The love and respect Granduciel has for this troupe of seasoned musicians is one of the reasons The War On Drugs are one of the most exhilarating live bands on the planet. In November, they’ll return to the road for a 30-date tour of the US and Canada before European dates in the spring and a lap of the UK’s biggest stages, taking in London’s 20,000-capacity O2 arena in April. While Granduciel’s favoured guitars on the Deeper Understanding tour were his ’65 Reissue Jazzmaster and a Gretsch White Falcon, he’s planning to deploy some old favourites for these shows.
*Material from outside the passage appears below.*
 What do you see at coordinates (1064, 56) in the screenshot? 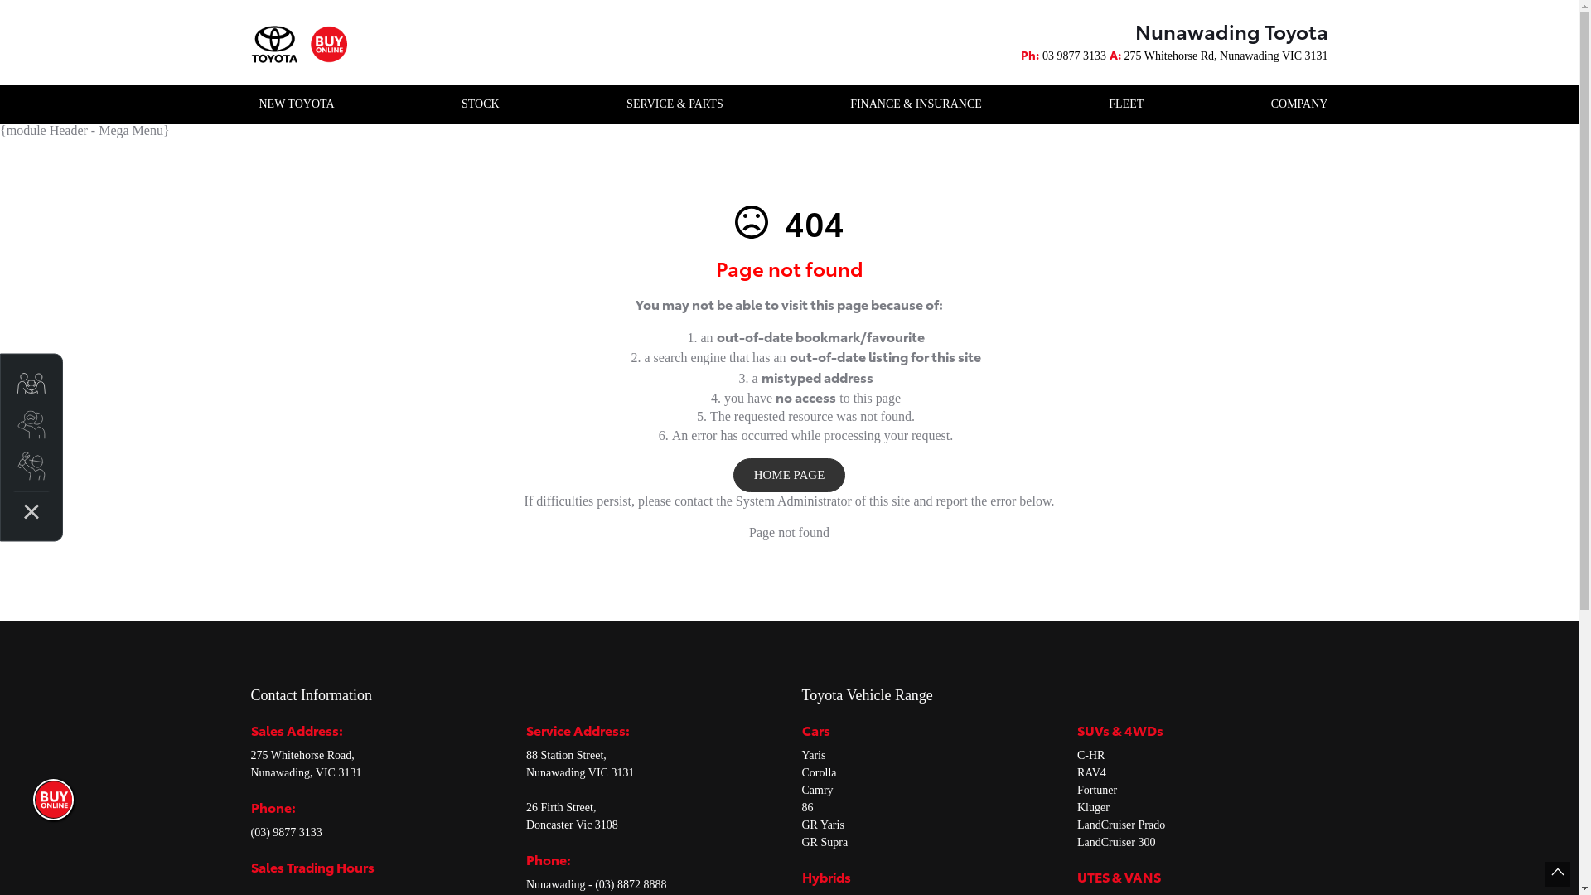
I see `Ph: 03 9877 3133` at bounding box center [1064, 56].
“I’m definitely going to tour with my ’62 Jazzmaster, I also have this really cool Strat I bought from Jesse [Trbovich] in Kurt [Vile]’s band. It’s a ’57 Reissue that they made maybe 10 years ago, but didn’t make that many. I just love the neck. I want to bring my SG because I need to use it for Living Proof, but it doesn’t sound good through the Alembic stuff I use, because it’s more of a single-coil thing, so I’m going to have a rig where I can hit a switch and play through a Tweed or another amp that sounds good with the humbuckers.”
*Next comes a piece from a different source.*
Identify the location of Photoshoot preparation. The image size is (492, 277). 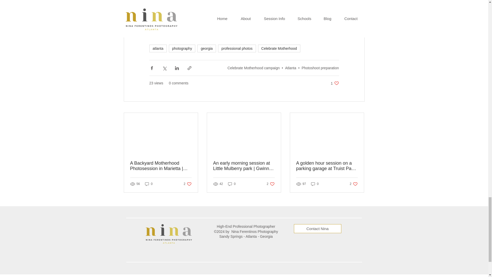
(254, 68).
That’s all for the future. I Don’t Live Here Anymore is an album, says Granduciel, about “movement, of pushing forward”, but also casting an eye back at the road that brought him here. He hasn’t yet begun contemplating where The War On Drugs’ next record might take them. Rather, he’s craving a return to the communal recording sessions of their first albums, 2008’s Wagonwheel Blues and Slave Ambient, released in 2011, with a new band headquarters in the San Fernando Valley in the pipeline. As Granduciel concludes wistfully on his new album’s second track, Harmonia’s Dream, “Sometimes forwards is the only way back”.

“Finishing this album was quite the feat, with everything that’s happening,” he reflects. “It was a journey. Now I’m just programming my pedalboard, getting the show ready, trying to figure it all out, and I’m building a studio and rehearsal place for the band in Burbank. My only thing looking forward is to be able to have my own place where I can get back to creating music in the way that I was trying to do it years ago.”

I Don’t Live Here Anymore by The War On Drugs is out now on Atlantic Records.